Ireland’s largest fresh-water lake, Lough Neagh (also the largest lake across the islands of Ireland and Britain), is on the edge of ecological disaster. The reasons are a mixture of greed from private business, and inaction from the public authorities charged with enforcing environmental protection. Since the start of this century, there has been a minimum 80% fall in winter migrating birds on the Lough. There has been a minimum two-thirds collapse in insect and snail life. There are fears fish stocks will collapse completely.
The 20 miles (32 km) long and 9 miles (14 km) wide lough’s water is publicly owned. However, in a bizarre hangover from feudalism, the Shaftesbury Estate owns the bed and foreshore. Four hundred years ago the then King gave these to Sir Arthur Chichester during the Plantation of Ulster [The Plantation of Ulster was the colonisation of Ulster – a province of Ireland – – by people from Britain during the reign of King James 1]. In the 19th Century they passed to the Shaftesbury Estate, based in Dorset.
This summer, toxic algae has been a big and visible problem.

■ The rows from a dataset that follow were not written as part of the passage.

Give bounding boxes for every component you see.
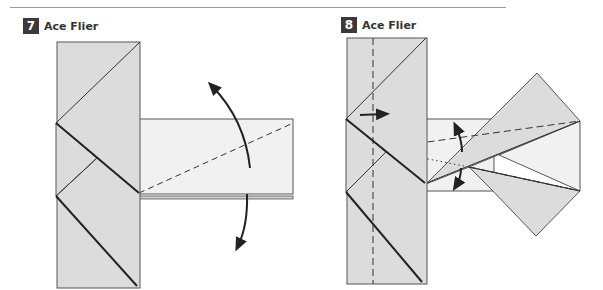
fold-right-arrow-icon — [360, 114, 384, 115]
step-8-diagram — [0, 0, 603, 290]
step-8-vertical-column — [346, 38, 427, 284]
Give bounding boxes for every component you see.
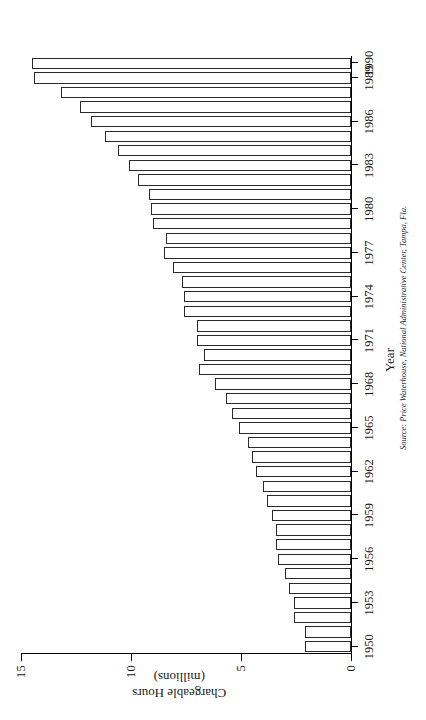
- source-note: Source: Price Waterhouse, National Admin…: [398, 206, 408, 450]
- year-tick-1962: [351, 471, 358, 472]
- bar-1950: [305, 641, 351, 652]
- bar-1952: [294, 612, 351, 623]
- year-tick-1989: [351, 77, 358, 78]
- year-tick-1953: [351, 602, 358, 603]
- category-axis-line: [351, 56, 352, 654]
- year-tick-1965: [351, 427, 358, 428]
- bar-1977: [164, 247, 351, 258]
- year-tick-label-1956: 1956: [362, 547, 377, 572]
- year-tick-label-1953: 1953: [362, 590, 377, 615]
- bar-1966: [232, 408, 351, 419]
- year-tick-1986: [351, 121, 358, 122]
- bar-1956: [278, 554, 351, 565]
- year-tick-1968: [351, 383, 358, 384]
- year-tick-label-1980: 1980: [362, 197, 377, 222]
- bar-1959: [272, 510, 351, 521]
- value-tick-15: [21, 654, 22, 661]
- bar-1961: [263, 481, 351, 492]
- chart-page: 051015 195019531956195919621965196819711…: [0, 0, 426, 720]
- bar-1973: [184, 306, 351, 317]
- bar-1971: [197, 335, 351, 346]
- rotated-figure: 051015 195019531956195919621965196819711…: [13, 10, 413, 710]
- bar-1972: [197, 320, 351, 331]
- year-tick-1980: [351, 208, 358, 209]
- plot-area: [21, 56, 351, 654]
- bar-1984: [118, 145, 351, 156]
- value-tick-label-0: 0: [344, 665, 359, 671]
- year-tick-label-1959: 1959: [362, 503, 377, 528]
- bar-1979: [153, 218, 351, 229]
- year-tick-label-1962: 1962: [362, 459, 377, 484]
- year-tick-label-1950: 1950: [362, 634, 377, 659]
- year-tick-1990: [351, 62, 358, 63]
- bar-1983: [129, 160, 351, 171]
- bar-1990: [32, 58, 351, 69]
- y-axis-title: Chargeable Hours (millions): [14, 669, 344, 702]
- year-tick-label-1990: 1990: [362, 51, 377, 76]
- bar-1974: [184, 291, 351, 302]
- bar-1982: [138, 174, 351, 185]
- bar-1989: [34, 72, 351, 83]
- bar-1987: [80, 101, 351, 112]
- year-tick-label-1968: 1968: [362, 372, 377, 397]
- bar-1980: [151, 203, 351, 214]
- year-tick-label-1986: 1986: [362, 109, 377, 134]
- bar-1954: [289, 583, 351, 594]
- bar-1958: [276, 524, 351, 535]
- bar-1953: [294, 597, 351, 608]
- value-tick-10: [131, 654, 132, 661]
- year-tick-1971: [351, 339, 358, 340]
- bar-1962: [256, 466, 351, 477]
- bar-1988: [61, 87, 351, 98]
- bar-1960: [267, 495, 351, 506]
- bar-1976: [173, 262, 351, 273]
- bar-1965: [239, 422, 351, 433]
- year-tick-1977: [351, 252, 358, 253]
- year-tick-1974: [351, 296, 358, 297]
- bar-1969: [199, 364, 351, 375]
- year-tick-label-1965: 1965: [362, 415, 377, 440]
- bar-1975: [182, 276, 351, 287]
- bar-1963: [252, 451, 351, 462]
- bar-1955: [285, 568, 351, 579]
- year-tick-label-1977: 1977: [362, 240, 377, 265]
- bar-1978: [166, 233, 351, 244]
- year-tick-1983: [351, 164, 358, 165]
- bar-1985: [105, 131, 351, 142]
- x-axis-title: Year: [382, 10, 398, 710]
- value-tick-5: [241, 654, 242, 661]
- year-tick-1959: [351, 514, 358, 515]
- year-tick-label-1983: 1983: [362, 153, 377, 178]
- bar-1967: [226, 393, 351, 404]
- bar-1986: [91, 116, 351, 127]
- bar-1968: [215, 378, 351, 389]
- bar-1951: [305, 626, 351, 637]
- year-tick-1956: [351, 558, 358, 559]
- y-axis-title-line1: Chargeable Hours: [14, 685, 344, 701]
- bar-1970: [204, 349, 351, 360]
- value-tick-0: [351, 654, 352, 661]
- year-tick-label-1974: 1974: [362, 284, 377, 309]
- year-tick-label-1971: 1971: [362, 328, 377, 353]
- bar-1981: [149, 189, 351, 200]
- year-tick-1950: [351, 646, 358, 647]
- y-axis-title-line2: (millions): [14, 669, 344, 685]
- bar-1964: [248, 437, 351, 448]
- bar-1957: [276, 539, 351, 550]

Dogs have drunk water from the Lough and died. Algae floated down the Bann to the sea and forced the closure of beaches in Co. Derry.
The Lough supplies 40% of the North’s drinking water. The algae results from run-offs from industrial scale agriculture. Agri-industry is a dangerously influential section of capitalism in the North. Neither senior public servants nor the main political parties will dare stand up to it.
Sand dredging is another cause of huge damage to the Lough. The dredging companies receive millions in tax relief. Over the past two years there were 49 known breaches of conditions. The Shaftesbury Estate receives a levy for each tonne of sand. The dredging has caused dead zones in the Lough. These will take centuries to recover. There are scars 56 feet deep in the Lough bed. In 2017 the Court of Appeal ruled the dredging should be reviewed. Despite that, in 2020 Environment Minister Nichola Mallon of the SDLP permitted continued dredging.
The destruction of Lough Neagh is a brutal example of how capitalism exploits and destroys nature with no regard for the future. To stop this threat the lough in its totality must be brought into public ownership so it can be saved.